4-H kids step up for the community

Jun 24, 2010

Murrieta4H6-24-10
Murrieta Mustangs raise $5,500 to build a new, covered bus stop

By: Jim Rothgeb, 951-676-4315, ext. 2621

North County Times

MURRIETA, Calif. -- From her vantage point just inside the front doors of the Murrieta Senior Center, Betty Campos couldn't contain her appreciation.

"I don't ride the bus very much, but I think it's pretty neat what those kids did," Campos said Wednesday. "This is something very positive."

Those kids are the Murrieta Mustang 4-H Club. In the last 10 months, the 40 youths, ages 5 through 18, raised $5,500 to have a covered bus stop built on Juniper Street, about a half-block from the senior center. Where there was once nothing but a pole with a schedule posted for Riverside Transit Agency's Route 23, there is now a metal bench underneath a metal shelter the blocks the sun's rays.

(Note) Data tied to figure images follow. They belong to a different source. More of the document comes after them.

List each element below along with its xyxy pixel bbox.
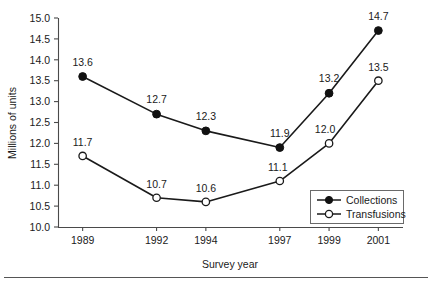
- y-axis-tick-label: 10.5: [30, 200, 51, 212]
- x-axis-tick-label: 1997: [268, 234, 292, 246]
- y-axis-tick-label: 11.0: [30, 179, 50, 191]
- data-label-collections-1999: 13.2: [319, 72, 340, 84]
- data-point-collections-1989: [79, 73, 87, 81]
- y-axis-tick-label: 14.0: [30, 54, 51, 66]
- y-axis-tick-label: 14.5: [30, 33, 51, 45]
- data-label-transfusions-1997: 11.1: [268, 161, 288, 173]
- y-axis-tick-label: 12.5: [30, 116, 51, 128]
- data-point-transfusions-1989: [79, 152, 86, 159]
- data-point-transfusions-1997: [276, 177, 283, 184]
- data-point-collections-1992: [153, 110, 161, 118]
- data-point-collections-1999: [325, 89, 333, 97]
- y-axis-tick-label: 11.5: [30, 158, 50, 170]
- x-axis-tick-label: 1989: [71, 234, 95, 246]
- x-axis-title: Survey year: [202, 258, 259, 270]
- x-axis-tick-label: 2001: [367, 234, 391, 246]
- data-point-collections-1994: [202, 127, 210, 135]
- y-axis-title: Millions of units: [6, 87, 18, 159]
- data-point-collections-1997: [276, 144, 284, 152]
- y-axis-ticks: [54, 18, 58, 227]
- y-axis-tick-label: 15.0: [30, 12, 51, 24]
- data-label-transfusions-1999: 12.0: [315, 123, 336, 135]
- chart-legend: Collections Transfusions: [311, 191, 406, 224]
- x-axis-tick-label: 1999: [317, 234, 341, 246]
- data-label-collections-1989: 13.6: [72, 56, 93, 68]
- x-axis-tick-label: 1994: [194, 234, 218, 246]
- data-point-transfusions-1992: [153, 194, 160, 201]
- data-label-transfusions-1992: 10.7: [146, 178, 167, 190]
- series-lines: [83, 31, 379, 202]
- data-label-transfusions-1994: 10.6: [196, 182, 217, 194]
- x-axis-tick-label: 1992: [145, 234, 169, 246]
- figure-container: 10.010.511.011.512.012.513.013.514.014.5…: [0, 0, 432, 284]
- y-axis-tick-label: 13.5: [30, 74, 51, 86]
- legend-label-transfusions: Transfusions: [346, 208, 406, 220]
- legend-label-collections: Collections: [346, 194, 397, 206]
- data-label-transfusions-2001: 13.5: [368, 61, 389, 73]
- data-label-collections-1994: 12.3: [196, 110, 217, 122]
- y-axis-tick-label: 12.0: [30, 137, 51, 149]
- y-axis-tick-labels: 10.010.511.011.512.012.513.013.514.014.5…: [30, 12, 51, 233]
- data-point-transfusions-2001: [375, 77, 382, 84]
- data-label-collections-1992: 12.7: [146, 93, 167, 105]
- point-value-labels: 13.612.712.311.913.214.711.710.710.611.1…: [72, 10, 388, 194]
- y-axis-tick-label: 10.0: [30, 221, 51, 233]
- y-axis-tick-label: 13.0: [30, 95, 51, 107]
- legend-marker-transfusions: [325, 210, 332, 217]
- legend-marker-collections: [325, 196, 332, 203]
- x-axis-tick-labels: 198919921994199719992001: [71, 234, 390, 246]
- data-label-collections-2001: 14.7: [368, 10, 389, 22]
- data-label-collections-1997: 11.9: [270, 127, 290, 139]
- line-chart: 10.010.511.011.512.012.513.013.514.014.5…: [0, 0, 432, 284]
- data-point-transfusions-1994: [202, 198, 209, 205]
- data-point-collections-2001: [374, 27, 382, 35]
- data-point-transfusions-1999: [325, 140, 332, 147]
- data-label-transfusions-1989: 11.7: [73, 136, 93, 148]
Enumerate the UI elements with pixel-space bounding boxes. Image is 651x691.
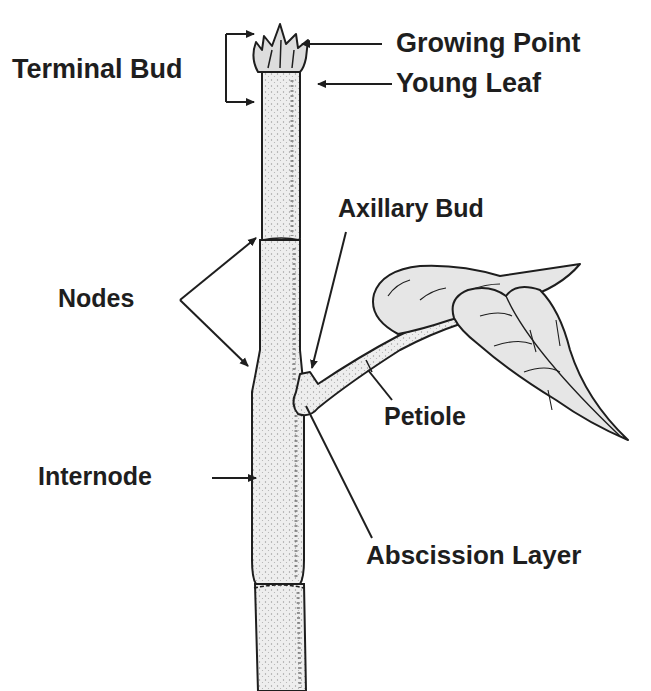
- label-axillary-bud: Axillary Bud: [338, 196, 484, 221]
- label-abscission-layer: Abscission Layer: [366, 542, 581, 568]
- petiole: [293, 314, 460, 415]
- label-petiole: Petiole: [384, 404, 466, 429]
- label-growing-point: Growing Point: [396, 30, 580, 57]
- label-nodes: Nodes: [58, 286, 134, 311]
- label-terminal-bud: Terminal Bud: [12, 56, 183, 83]
- label-internode: Internode: [38, 464, 152, 489]
- terminal-bud: [253, 24, 308, 72]
- plant-stem-diagram: Terminal Bud Growing Point Young Leaf Ax…: [0, 0, 651, 691]
- stem-illustration: [0, 0, 651, 691]
- label-young-leaf: Young Leaf: [396, 70, 541, 97]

It may not sound like much, but to transit agency officials that bus stop, between Jefferson and Adams avenues, is a pretty big deal. That's why many of them gathered there Wednesday to honor the 4-H club and officially dedicate the new shelter.

"This may not be the biggest project we've ever done, but it is certainly the most noteworthy," said Larry Rubio, chief executive officer for Riverside Transit Agency. It's the system's first bus shelter ever built through fundraising efforts of a local youth group. And it's one of only a handful of covered stops along RTA routes in Murrieta.

Sheyanne Stewart, a 4-H alumna and current adviser, suggested the idea that club members approved last September. The money came from bake sales, snack bar sales, three anonymous donors and two other sources that Stewart singled out.

One was a grant for $3,000 from the Thomas and Dorothy Leavey Foundation, named after longtime supporters of 4-H whose estate honors worthy club projects throughout California. They also received $1,500 from Kohl's of Murrieta, who worked with the Mustangs on a recent creek cleanup in Murrieta's Los Alamos Hi

lls Sports Park.

Eleven-year-old Carleigh Campbell estimates she either baked or sold 45 cupcakes in her effort to help raise money, and Wednesday she made it sound as though every one of them was well worth it.

"I've always wanted to do a big community project like this," she said. "And I feel good about it."

A small plaque will hang in a corner of the bus stop, honoring the Murrieta Mustangs for their contribution.

In the words of Murrieta Councilman Doug McAllister, who currently sits on the Riverside Transit board of directors, the club members "found a need, moved forward to meet it, and became part of the solution."

And using the Mustangs as an example, Rubio added that the challenge has been made.

"We'd love to see other groups step forward and also be part of that solution," he said.